JKR's priorities and how they affect interpretation (small SHIP section in t
pippin_999
foxmoth at qnet.com
Thu Dec 20 17:50:22 UTC 2001
No: HPFGUIDX 31986
--- In HPforGrownups at y..., Penny & Bryce <pennylin at s...> wrote:
> Anyway, moving on. Forster divides characters into "flat" &
"round." He notes that a novel that is to be at all complex
requires some of both types. He claims that the test of a round
character is that a round character is "capable of surprising in a
convincing way. If it never surprises, it is flat. If it surprises but
unconvincingly, it is a flat
> pretending to be a round."
>
> So, who's flat & who's round in the Potterverse?
This is an interesting question, more interesting even than who's
going to fall in love with whom?<g> The thing which I find most
unconventional about the way the books are structured is the
amount of development which is packed into the final chapters.
JKR ignores the rule that says character development always
goes in the middle of the story. She pushes it to the end, into
what would be the third act if the stories were plays.

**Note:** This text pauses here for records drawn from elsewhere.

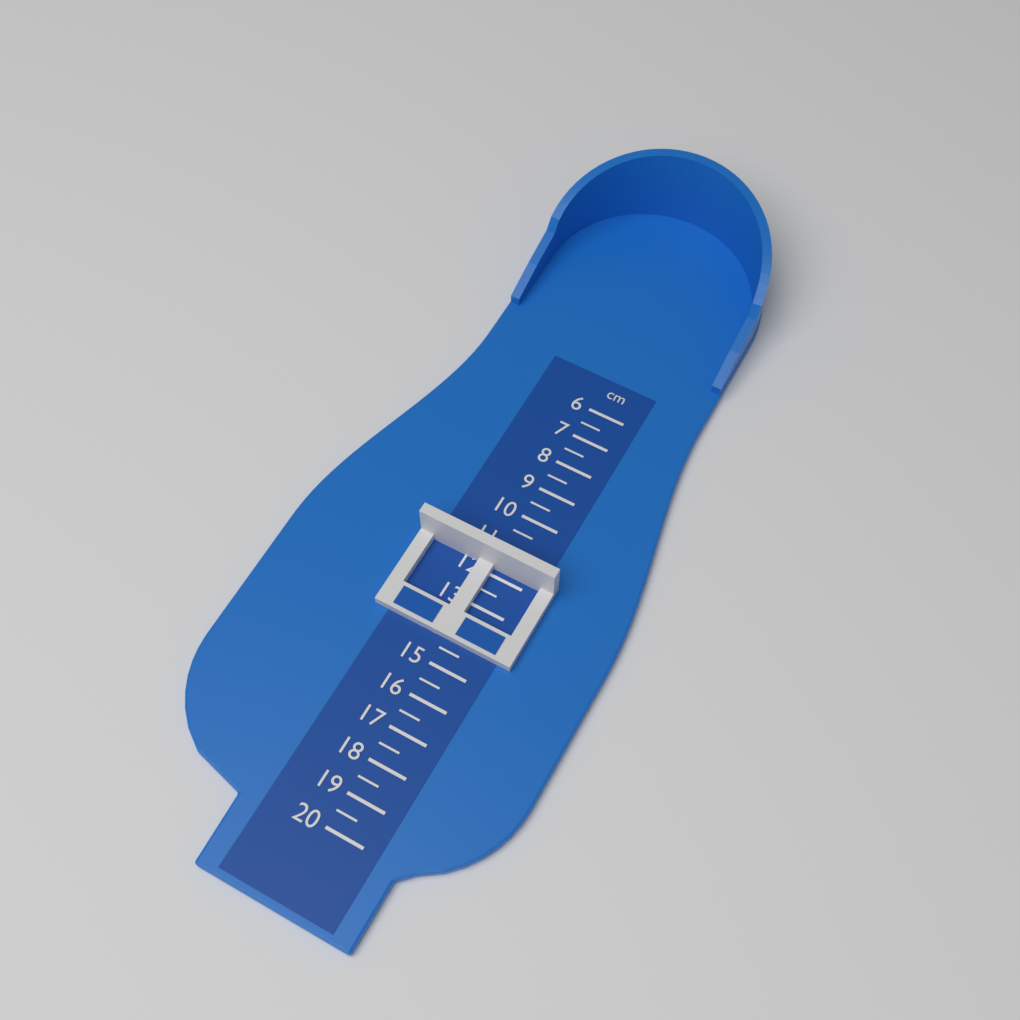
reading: 11.5 cm
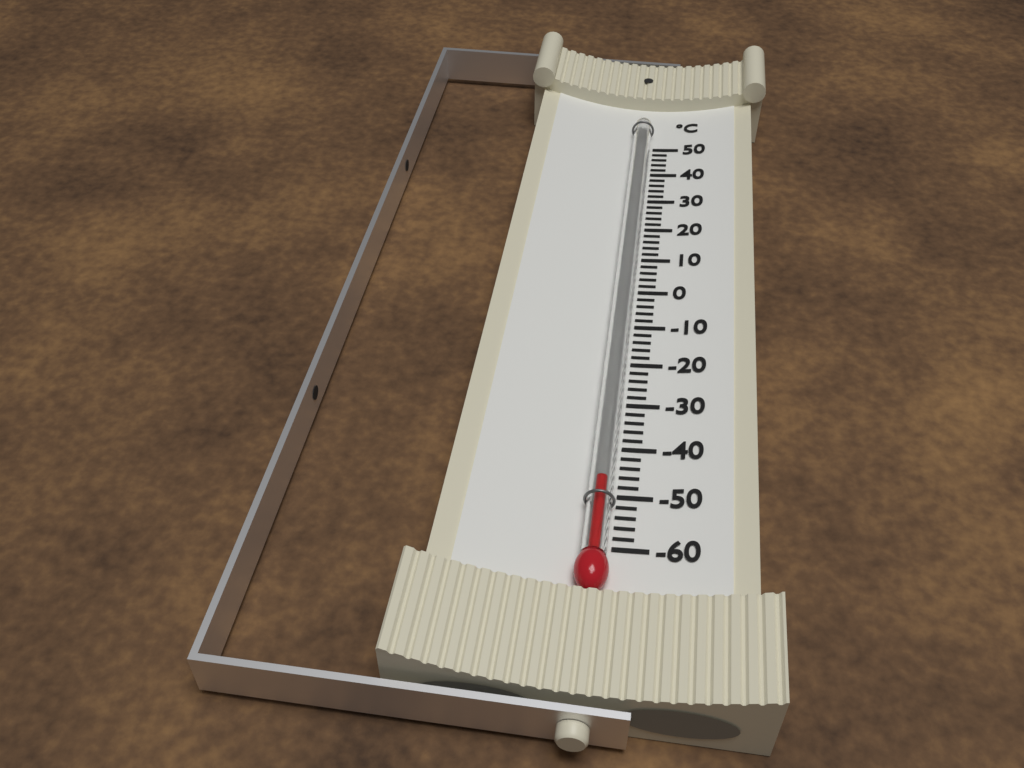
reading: -48 °C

So one of
the things that always happens in the final chapters is that some
characters we thought were 'flat' are shown to be round...Snape
in the first book, Lockhart and Riddle in the second, Sirius in the
third, Crouch/Moody and Fudge in the fourth, to give some
examples.
Fudge is the most interesting for my point, since he was
introduced in Book 2, but didn't get round until Book 4. It wouldn't
surprise me if the pattern holds for the books as a whole. *Any*
of the characters who are flat now could leap into roundness as
late as the end of Book 7.
As to why shipping provokes so much emotion, I would have to
say that for all the logical arguments we can muster, this is at
bottom a question of personal taste. And nobody likes to have
their tastes questioned.
Pippin
still blushing. Cut it out you guys!